The Web world is thinking a lot about porn lately, what with Peter Merholz's endorsement of Greencine and Nick Denton's monetization move, Fleshbot.

Right now, “Porn” is what the industry calls films that don't get an R rating. Blockbuster won't let you rent them, newspapers won't advertise them, theaters won't show them. So, if a movie won't get an R rating, it usually won't get made.

It might be nice to restore 'pornographic' to its art-historical meaning -- imagery that's merely about the beauty of the flesh. I suppose that's a lost cause.

The current movie rating system is pernicious, because sometimes you'd like to make a movie that really is for grownups, that talks about things you don't want to discuss around the children. And, today, you can't.

Ratings are dangerous, too, because the people who hand out R ratings do it without rules or reason or accountability.
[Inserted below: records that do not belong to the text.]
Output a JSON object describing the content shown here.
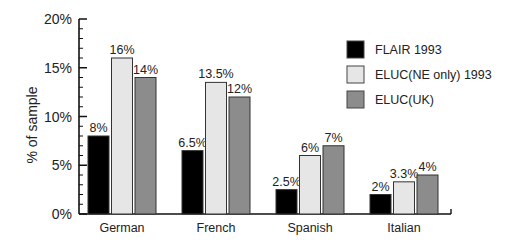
{
  "chart_data": {
    "type": "bar",
    "title": "",
    "xlabel": "",
    "ylabel": "% of sample",
    "ylim": [
      0,
      20
    ],
    "yticks": [
      "0%",
      "5%",
      "10%",
      "15%",
      "20%"
    ],
    "grid": false,
    "legend_position": "upper right",
    "categories": [
      "German",
      "French",
      "Spanish",
      "Italian"
    ],
    "series": [
      {
        "name": "FLAIR 1993",
        "color": "#000000",
        "values": [
          8,
          6.5,
          2.5,
          2
        ],
        "labels": [
          "8%",
          "6.5%",
          "2.5%",
          "2%"
        ]
      },
      {
        "name": "ELUC(NE only) 1993",
        "color": "#e6e6e6",
        "values": [
          16,
          13.5,
          6,
          3.3
        ],
        "labels": [
          "16%",
          "13.5%",
          "6%",
          "3.3%"
        ]
      },
      {
        "name": "ELUC(UK)",
        "color": "#8c8c8c",
        "values": [
          14,
          12,
          7,
          4
        ],
        "labels": [
          "14%",
          "12%",
          "7%",
          "4%"
        ]
      }
    ]
  }
}
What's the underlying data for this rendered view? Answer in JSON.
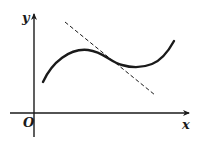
{
  "diagram": {
    "axes": {
      "y_label": "y",
      "x_label": "x",
      "origin_label": "O"
    },
    "curve": {
      "description": "cubic-like function curve with local max and local min"
    },
    "tangent_line": {
      "style": "dashed",
      "description": "tangent line touching curve near inflection point"
    },
    "colors": {
      "ink": "#1a1a1a",
      "background": "#ffffff"
    }
  }
}
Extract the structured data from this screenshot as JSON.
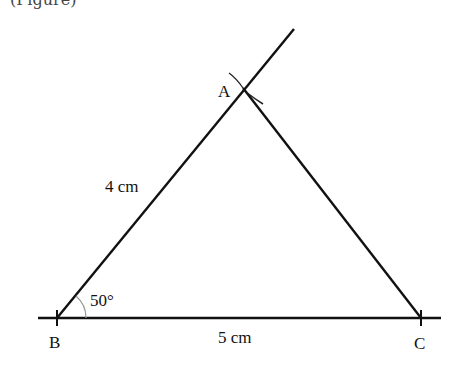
{
  "caption": "(Figure)",
  "diagram": {
    "type": "triangle-construction",
    "vertices": {
      "A": "A",
      "B": "B",
      "C": "C"
    },
    "side_labels": {
      "AB": "4 cm",
      "BC": "5 cm"
    },
    "angle_label": "50°",
    "angle_at": "B",
    "angle_degrees": 50,
    "side_lengths_cm": {
      "AB": 4,
      "BC": 5
    }
  }
}
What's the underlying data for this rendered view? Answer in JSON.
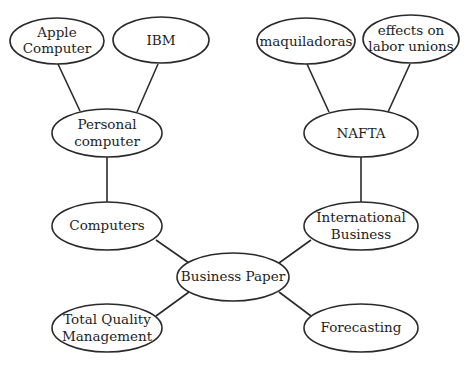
{
  "diagram": {
    "type": "cluster-map",
    "nodes": {
      "apple_computer": {
        "lines": [
          "Apple",
          "Computer"
        ]
      },
      "ibm": {
        "lines": [
          "IBM"
        ]
      },
      "personal_computer": {
        "lines": [
          "Personal",
          "computer"
        ]
      },
      "computers": {
        "lines": [
          "Computers"
        ]
      },
      "total_quality_management": {
        "lines": [
          "Total Quality",
          "Management"
        ]
      },
      "business_paper": {
        "lines": [
          "Business Paper"
        ]
      },
      "maquiladoras": {
        "lines": [
          "maquiladoras"
        ]
      },
      "effects_on_labor_unions": {
        "lines": [
          "effects on",
          "labor unions"
        ]
      },
      "nafta": {
        "lines": [
          "NAFTA"
        ]
      },
      "international_business": {
        "lines": [
          "International",
          "Business"
        ]
      },
      "forecasting": {
        "lines": [
          "Forecasting"
        ]
      }
    },
    "edges": [
      [
        "apple_computer",
        "personal_computer"
      ],
      [
        "ibm",
        "personal_computer"
      ],
      [
        "personal_computer",
        "computers"
      ],
      [
        "computers",
        "business_paper"
      ],
      [
        "total_quality_management",
        "business_paper"
      ],
      [
        "maquiladoras",
        "nafta"
      ],
      [
        "effects_on_labor_unions",
        "nafta"
      ],
      [
        "nafta",
        "international_business"
      ],
      [
        "international_business",
        "business_paper"
      ],
      [
        "forecasting",
        "business_paper"
      ]
    ]
  }
}
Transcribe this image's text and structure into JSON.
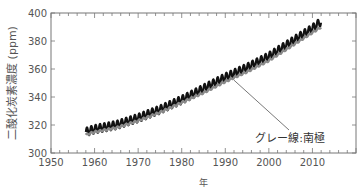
{
  "chart_data": {
    "type": "line",
    "title": "",
    "xlabel": "年",
    "ylabel": "二酸化炭素濃度 (ppm)",
    "xlim": [
      1950,
      2020
    ],
    "ylim": [
      300,
      400
    ],
    "x_ticks": [
      1950,
      1960,
      1970,
      1980,
      1990,
      2000,
      2010
    ],
    "x_tick_labels": [
      "1950",
      "1960",
      "1970",
      "1980",
      "1990",
      "2000",
      "2010"
    ],
    "y_ticks": [
      300,
      320,
      340,
      360,
      380,
      400
    ],
    "y_tick_labels": [
      "300",
      "320",
      "340",
      "360",
      "380",
      "400"
    ],
    "grid": false,
    "series": [
      {
        "name": "黒線 (Mauna Loa)",
        "color": "#111111",
        "seasonal_amplitude_ppm": 3,
        "x": [
          1958,
          1960,
          1965,
          1970,
          1975,
          1980,
          1985,
          1990,
          1995,
          2000,
          2005,
          2010,
          2012
        ],
        "values": [
          315,
          317,
          320,
          325,
          331,
          338,
          346,
          354,
          361,
          369,
          379,
          389,
          394
        ]
      },
      {
        "name": "グレー線:南極",
        "color": "#8a8a8a",
        "seasonal_amplitude_ppm": 0.6,
        "x": [
          1958,
          1960,
          1965,
          1970,
          1975,
          1980,
          1985,
          1990,
          1995,
          2000,
          2005,
          2010,
          2012
        ],
        "values": [
          313,
          315,
          318,
          323,
          329,
          336,
          343,
          351,
          358,
          366,
          376,
          386,
          390
        ]
      }
    ],
    "annotations": [
      {
        "text": "グレー線:南極",
        "points_to_x": 1992,
        "points_to_y": 352
      }
    ]
  }
}
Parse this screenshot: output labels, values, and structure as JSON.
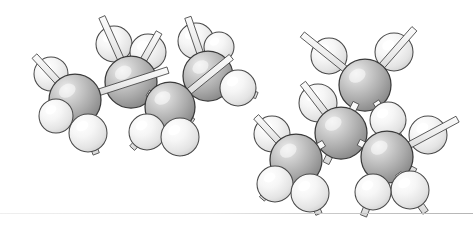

Lately, for example, I've heard that they won't pass anything that suggests females under 21 can have orgasms. What's going to happen to us when a film can't get an R rating (and so you can't see it in theaters or on TV or rent it from Blockbuster, even if it somehow gets made) because it talks about secret American prison camps? Or portrays the American military in an unflattering light? Or advocates a criminal act, like taking a drug the FDA hasn't approved -- perhaps a contraceptive or a cancer treatment that some influential lobby dislikes?

What's to stop them?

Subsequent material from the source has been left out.